Research & Papers

On the Existence of an Inverse Solution for Preference-Based Reductions in Argumentation

Researchers find efficient way to reverse-engineer preferences from argumentation outcomes...

Deep Dive

A team of computer scientists from the University of Aberdeen and CRIL (CNRS) have published a paper on arXiv (2604.22958) tackling a fundamental inverse problem in preference-based argumentation frameworks (PAFs). The problem: given a target argumentation graph, a desired labeling of arguments (e.g., accepted/rejected), and a semantics (like complete semantics), can we find a preference relation between arguments that would produce that exact outcome? This is the inverse of the standard forward problem where preferences are given and outcomes computed.

The researchers considered the four most widely-used preference-based reductions from PAFs to Dung's abstract argumentation frameworks (AAFs). Their key finding: for most cases, this inverse problem can be answered in polynomial time. This is significant because it transforms what could be an intractable search into an efficient algorithm. The work has practical implications for preference elicitation (automatically inferring user preferences from observed argument outcomes) and explainability (understanding why a particular argument was accepted or rejected based on latent preferences). The paper includes 14 pages and 2 figures, providing formal proofs and complexity analysis.

Key Points
  • Solves the inverse PAF problem: given a graph, labeling, and semantics, find if a preference relation exists
  • Most cases solvable in polynomial time, avoiding exponential search
  • Applies to the four most common preference-based reductions under complete semantics

Why It Matters

Enables efficient preference elicitation and explainability in AI argumentation systems, making them more practical.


Repeat the entries that follow verbatim, without any of their pictures.

Source material:
------------------------------------------------

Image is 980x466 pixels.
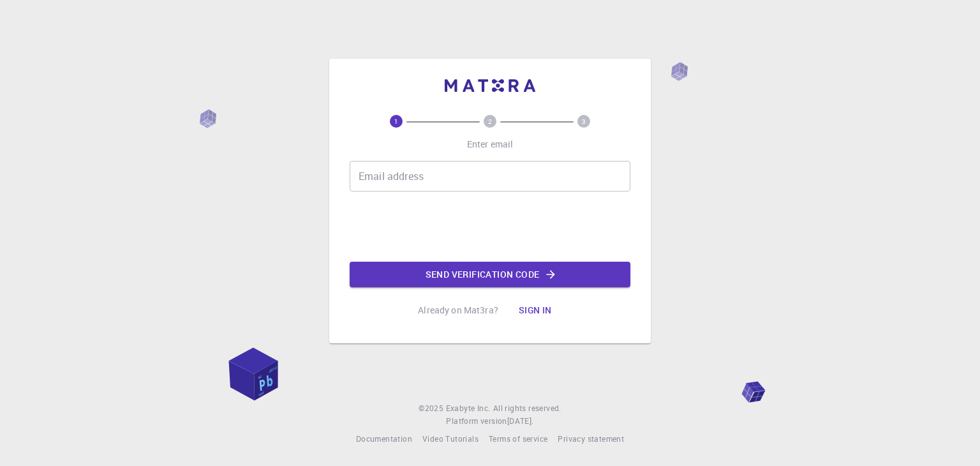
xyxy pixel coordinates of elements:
text: 1 [394,116,398,126]
text: 3 [582,116,586,126]
iframe: reCAPTCHA [393,201,587,252]
p: Enter email [467,138,514,151]
span: Privacy statement [558,433,624,444]
span: [DATE] . [507,416,534,426]
span: © 2025 [419,402,446,415]
span: Exabyte Inc. [446,403,490,413]
span: Video Tutorials [422,433,478,444]
button: Send verification code [350,262,630,287]
button: Sign in [509,297,562,322]
a: Documentation [356,432,412,445]
span: Documentation [356,433,412,444]
span: Terms of service [489,433,547,444]
a: Exabyte Inc. [446,402,490,415]
span: All rights reserved. [493,402,561,415]
a: Video Tutorials [422,432,478,445]
p: Already on Mat3ra? [418,304,499,317]
span: Platform version [446,415,506,428]
a: [DATE]. [507,415,534,428]
a: Privacy statement [558,432,624,445]
text: 2 [489,116,492,126]
a: Terms of service [489,432,547,445]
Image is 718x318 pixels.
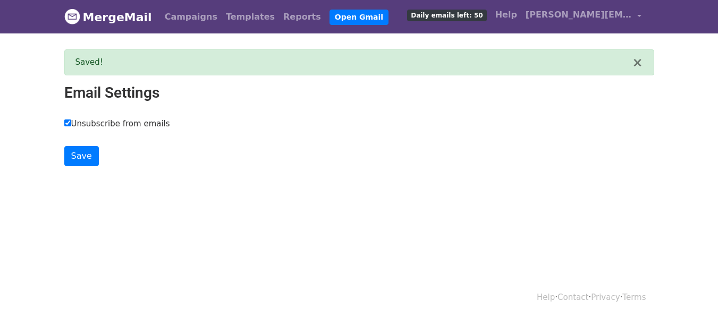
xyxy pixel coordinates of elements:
[632,56,643,69] button: ×
[64,118,170,130] label: Unsubscribe from emails
[64,84,654,102] h2: Email Settings
[64,9,80,24] img: MergeMail logo
[403,4,491,26] a: Daily emails left: 50
[75,56,632,69] div: Saved!
[558,293,588,302] a: Contact
[407,10,486,21] span: Daily emails left: 50
[161,6,222,28] a: Campaigns
[491,4,521,26] a: Help
[330,10,389,25] a: Open Gmail
[521,4,646,29] a: [PERSON_NAME][EMAIL_ADDRESS][PERSON_NAME][PERSON_NAME][DOMAIN_NAME]
[279,6,325,28] a: Reports
[64,6,152,28] a: MergeMail
[591,293,620,302] a: Privacy
[537,293,555,302] a: Help
[64,146,99,166] input: Save
[622,293,646,302] a: Terms
[526,9,632,21] span: [PERSON_NAME][EMAIL_ADDRESS][PERSON_NAME][PERSON_NAME][DOMAIN_NAME]
[222,6,279,28] a: Templates
[64,120,71,126] input: Unsubscribe from emails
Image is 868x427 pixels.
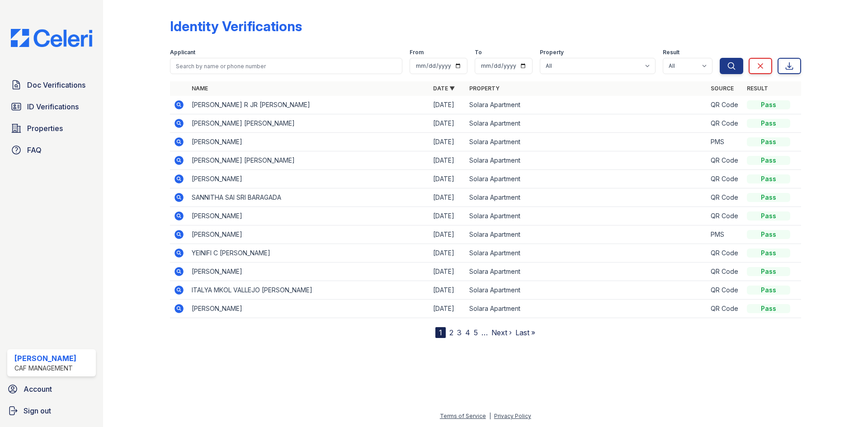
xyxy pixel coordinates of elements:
[429,152,465,170] td: [DATE]
[707,189,743,207] td: QR Code
[7,76,96,94] a: Doc Verifications
[465,96,707,114] td: Solara Apartment
[465,152,707,170] td: Solara Apartment
[436,327,446,338] div: 1
[188,96,429,114] td: [PERSON_NAME] R JR [PERSON_NAME]
[491,328,511,337] a: Next ›
[747,211,790,220] div: Pass
[465,281,707,299] td: Solara Apartment
[188,262,429,281] td: [PERSON_NAME]
[429,133,465,152] td: [DATE]
[465,225,707,244] td: Solara Apartment
[707,96,743,114] td: QR Code
[489,413,491,419] div: |
[27,80,86,90] span: Doc Verifications
[429,170,465,189] td: [DATE]
[515,328,535,337] a: Last »
[707,262,743,281] td: QR Code
[429,207,465,225] td: [DATE]
[188,207,429,225] td: [PERSON_NAME]
[707,170,743,189] td: QR Code
[7,98,96,116] a: ID Verifications
[188,299,429,318] td: [PERSON_NAME]
[429,225,465,244] td: [DATE]
[469,85,500,92] a: Property
[707,299,743,318] td: QR Code
[707,225,743,244] td: PMS
[14,353,76,364] div: [PERSON_NAME]
[4,29,99,47] img: CE_Logo_Blue-a8612792a0a2168367f1c8372b55b34899dd931a85d93a1a3d3e32e68fde9ad4.png
[188,189,429,207] td: SANNITHA SAI SRI BARAGADA
[14,364,76,373] div: CAF Management
[707,133,743,152] td: PMS
[710,85,734,92] a: Source
[465,244,707,262] td: Solara Apartment
[188,152,429,170] td: [PERSON_NAME] [PERSON_NAME]
[747,249,790,257] div: Pass
[27,101,78,112] span: ID Verifications
[747,267,790,276] div: Pass
[410,49,423,56] label: From
[707,114,743,133] td: QR Code
[433,85,455,92] a: Date ▼
[747,286,790,295] div: Pass
[747,156,790,165] div: Pass
[747,85,768,92] a: Result
[707,281,743,299] td: QR Code
[429,96,465,114] td: [DATE]
[465,299,707,318] td: Solara Apartment
[429,114,465,133] td: [DATE]
[27,144,41,156] span: FAQ
[170,18,302,34] div: Identity Verifications
[188,114,429,133] td: [PERSON_NAME] [PERSON_NAME]
[170,49,195,56] label: Applicant
[429,244,465,262] td: [DATE]
[465,133,707,152] td: Solara Apartment
[494,413,531,419] a: Privacy Policy
[188,133,429,152] td: [PERSON_NAME]
[27,123,63,133] span: Properties
[747,174,790,183] div: Pass
[23,406,51,416] span: Sign out
[429,281,465,299] td: [DATE]
[747,193,790,202] div: Pass
[23,384,52,395] span: Account
[465,328,470,337] a: 4
[188,170,429,189] td: [PERSON_NAME]
[465,262,707,281] td: Solara Apartment
[188,281,429,299] td: ITALYA MKOL VALLEJO [PERSON_NAME]
[747,304,790,313] div: Pass
[540,49,564,56] label: Property
[7,119,96,137] a: Properties
[192,85,208,92] a: Name
[7,141,96,159] a: FAQ
[465,189,707,207] td: Solara Apartment
[474,328,478,337] a: 5
[707,244,743,262] td: QR Code
[707,152,743,170] td: QR Code
[747,230,790,239] div: Pass
[475,49,482,56] label: To
[4,380,99,398] a: Account
[170,58,403,74] input: Search by name or phone number
[465,207,707,225] td: Solara Apartment
[449,328,453,337] a: 2
[747,137,790,146] div: Pass
[429,262,465,281] td: [DATE]
[663,49,679,56] label: Result
[440,413,486,419] a: Terms of Service
[465,170,707,189] td: Solara Apartment
[457,328,462,337] a: 3
[465,114,707,133] td: Solara Apartment
[4,402,99,420] a: Sign out
[188,244,429,262] td: YEINIFI C [PERSON_NAME]
[707,207,743,225] td: QR Code
[429,189,465,207] td: [DATE]
[429,299,465,318] td: [DATE]
[747,100,790,110] div: Pass
[188,225,429,244] td: [PERSON_NAME]
[482,327,487,338] span: …
[747,119,790,128] div: Pass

------------------------------------------------

Solution for this problem:
Image is 980x466 pixels.
xyxy pixel coordinates of elements:
text: 1 [394,116,398,126]
text: 3 [582,116,586,126]
iframe: reCAPTCHA [393,201,587,252]
p: Enter email [467,138,514,151]
span: Privacy statement [558,433,624,444]
span: [DATE] . [507,416,534,426]
span: © 2025 [419,402,446,415]
span: Exabyte Inc. [446,403,490,413]
span: Video Tutorials [422,433,478,444]
button: Send verification code [350,262,630,287]
button: Sign in [509,297,562,322]
a: Documentation [356,432,412,445]
span: Documentation [356,433,412,444]
span: Terms of service [489,433,547,444]
a: Exabyte Inc. [446,402,490,415]
span: All rights reserved. [493,402,561,415]
a: Video Tutorials [422,432,478,445]
p: Already on Mat3ra? [418,304,499,317]
span: Platform version [446,415,506,428]
a: [DATE]. [507,415,534,428]
a: Privacy statement [558,432,624,445]
text: 2 [489,116,492,126]
a: Terms of service [489,432,547,445]
Image is 718x318 pixels.
xyxy pixel coordinates of elements:
[632,56,643,69] button: ×
[64,118,170,130] label: Unsubscribe from emails
[64,84,654,102] h2: Email Settings
[64,9,80,24] img: MergeMail logo
[403,4,491,26] a: Daily emails left: 50
[75,56,632,69] div: Saved!
[558,293,588,302] a: Contact
[407,10,486,21] span: Daily emails left: 50
[161,6,222,28] a: Campaigns
[491,4,521,26] a: Help
[330,10,389,25] a: Open Gmail
[521,4,646,29] a: [PERSON_NAME][EMAIL_ADDRESS][PERSON_NAME][PERSON_NAME][DOMAIN_NAME]
[279,6,325,28] a: Reports
[64,6,152,28] a: MergeMail
[591,293,620,302] a: Privacy
[537,293,555,302] a: Help
[64,146,99,166] input: Save
[622,293,646,302] a: Terms
[526,9,632,21] span: [PERSON_NAME][EMAIL_ADDRESS][PERSON_NAME][PERSON_NAME][DOMAIN_NAME]
[222,6,279,28] a: Templates
[64,120,71,126] input: Unsubscribe from emails
Image is 868x427 pixels.
xyxy pixel coordinates of elements:
[429,152,465,170] td: [DATE]
[707,189,743,207] td: QR Code
[7,76,96,94] a: Doc Verifications
[465,96,707,114] td: Solara Apartment
[465,152,707,170] td: Solara Apartment
[436,327,446,338] div: 1
[188,96,429,114] td: [PERSON_NAME] R JR [PERSON_NAME]
[491,328,511,337] a: Next ›
[747,211,790,220] div: Pass
[465,281,707,299] td: Solara Apartment
[188,262,429,281] td: [PERSON_NAME]
[429,133,465,152] td: [DATE]
[465,225,707,244] td: Solara Apartment
[707,96,743,114] td: QR Code
[489,413,491,419] div: |
[27,80,86,90] span: Doc Verifications
[429,170,465,189] td: [DATE]
[515,328,535,337] a: Last »
[707,262,743,281] td: QR Code
[429,207,465,225] td: [DATE]
[188,207,429,225] td: [PERSON_NAME]
[707,170,743,189] td: QR Code
[7,98,96,116] a: ID Verifications
[188,299,429,318] td: [PERSON_NAME]
[429,225,465,244] td: [DATE]
[469,85,500,92] a: Property
[707,299,743,318] td: QR Code
[707,225,743,244] td: PMS
[14,353,76,364] div: [PERSON_NAME]
[4,29,99,47] img: CE_Logo_Blue-a8612792a0a2168367f1c8372b55b34899dd931a85d93a1a3d3e32e68fde9ad4.png
[188,189,429,207] td: SANNITHA SAI SRI BARAGADA
[14,364,76,373] div: CAF Management
[707,133,743,152] td: PMS
[710,85,734,92] a: Source
[465,244,707,262] td: Solara Apartment
[188,152,429,170] td: [PERSON_NAME] [PERSON_NAME]
[747,249,790,257] div: Pass
[27,101,78,112] span: ID Verifications
[747,267,790,276] div: Pass
[410,49,423,56] label: From
[707,114,743,133] td: QR Code
[433,85,455,92] a: Date ▼
[747,286,790,295] div: Pass
[747,156,790,165] div: Pass
[747,85,768,92] a: Result
[707,281,743,299] td: QR Code
[429,96,465,114] td: [DATE]
[465,299,707,318] td: Solara Apartment
[429,114,465,133] td: [DATE]
[27,144,41,156] span: FAQ
[170,18,302,34] div: Identity Verifications
[188,114,429,133] td: [PERSON_NAME] [PERSON_NAME]
[170,49,195,56] label: Applicant
[429,244,465,262] td: [DATE]
[465,133,707,152] td: Solara Apartment
[494,413,531,419] a: Privacy Policy
[188,133,429,152] td: [PERSON_NAME]
[27,123,63,133] span: Properties
[747,174,790,183] div: Pass
[23,406,51,416] span: Sign out
[429,281,465,299] td: [DATE]
[747,193,790,202] div: Pass
[23,384,52,395] span: Account
[465,328,470,337] a: 4
[188,170,429,189] td: [PERSON_NAME]
[465,262,707,281] td: Solara Apartment
[188,281,429,299] td: ITALYA MKOL VALLEJO [PERSON_NAME]
[747,304,790,313] div: Pass
[540,49,564,56] label: Property
[7,119,96,137] a: Properties
[192,85,208,92] a: Name
[7,141,96,159] a: FAQ
[465,189,707,207] td: Solara Apartment
[474,328,478,337] a: 5
[707,244,743,262] td: QR Code
[707,152,743,170] td: QR Code
[747,230,790,239] div: Pass
[475,49,482,56] label: To
[4,380,99,398] a: Account
[170,58,403,74] input: Search by name or phone number
[465,207,707,225] td: Solara Apartment
[449,328,453,337] a: 2
[747,137,790,146] div: Pass
[429,262,465,281] td: [DATE]
[663,49,679,56] label: Result
[440,413,486,419] a: Terms of Service
[465,170,707,189] td: Solara Apartment
[457,328,462,337] a: 3
[465,114,707,133] td: Solara Apartment
[4,402,99,420] a: Sign out
[188,244,429,262] td: YEINIFI C [PERSON_NAME]
[707,207,743,225] td: QR Code
[429,189,465,207] td: [DATE]
[429,299,465,318] td: [DATE]
[747,100,790,110] div: Pass
[188,225,429,244] td: [PERSON_NAME]
[482,327,487,338] span: …
[747,119,790,128] div: Pass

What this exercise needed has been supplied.